Repeating commands is the second one. "Sit... sit... sit... SIT." By repetition three, the puppy has learned that "sit" means nothing in particular, and that the actual cue is the escalating tone of voice followed by the hand gesture. Say the command once. If nothing happens, prompt using the lure. Then try the command again. One repetition, one prompt if needed.
Luring past the learning window keeps the dog following food rather than making decisions. Fade the lure within five to eight repetitions. Move your hand the same way but without the treat in it. The treat comes from the other hand after the marker. If you don't fade the lure, the behaviour won't transfer to a verbal cue alone.
Inconsistency across the household is what creates a dog that listens to one person and ignores everyone else. If sit works for the person who trained it but not for anyone else in the family, the dog has learned that the cue is person-specific. Every person in the household needs to use the same word, the same marker, the same reward system.
How to know it's working
The first indicator, usually from weeks two to three, is voluntary check-ins. The puppy makes eye contact without being prompted, waits at a door instead of charging through, pauses on a walk to look back at you. That voluntary attention is the clearest early signal the training is taking hold.
The second is behaviours holding without a treat visible. If sit only works when you're holding something in your hand, the behaviour hasn't transferred from luring to learning. Once your puppy sits on a verbal cue with an empty hand, the command is genuinely understood. For simple behaviours in a calm environment, this happens within 10 to 20 repetitions.
The third is a lower default arousal level day to day. A puppy who's settled faster, who checks in more, who isn't following you anxiously from room to room, has absorbed the leadership message. That baseline drop is the foundation for everything else. If you want support working through any of this, you can join the free Toe Beans Co community for Sydney dog owners.
Want help putting this into practice?
The Toe Beans Co runs a free SKOOL community where Sydney dog owners get access to training guides, Q&As, and direct support from Luke. It's free to join.
Upcoming Puppy Schools in Sydney
If you're based in Sydney's Eastern Suburbs and want structured, in-person guidance, Luke runs regular puppy schools across Bondi, Paddington, Surry Hills, and surrounding areas.
Check upcoming dates and book your spot
Frequently asked questions
Q: What age should I start training my puppy?

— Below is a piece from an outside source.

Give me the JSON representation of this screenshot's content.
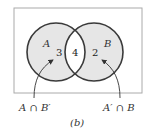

Start the day your puppy arrives home, typically around 8 weeks. The socialisation and learning window opens before vaccinations are complete. Basic marker conditioning, sit, settle, and name response can all begin immediately. Waiting until 12 or 16 weeks means losing the most neurologically receptive period for the simplest commands.
Q: How long does it take to train a puppy?
Simple commands like sit are usually reliable in a calm environment within 10 to 20 repetitions, which is two to three days of short daily sessions. Transferring those commands to real-world conditions with distractions takes three to four weeks of consistent practice. Recall, the most critical command, needs six to eight weeks of daily proofing to be reliable under real pressure.
Q: Is there a puppy trainer near me in Sydney?
The Toe Beans Co offers in-home puppy training and group puppy schools across Sydney's Eastern Suburbs, Inner West, and North Shore. The Complete Puppy Program includes a 1:1 at-home session, 4-week group school, and a 26-module online course. Luke works with puppies from 8 weeks across all the major training foundations.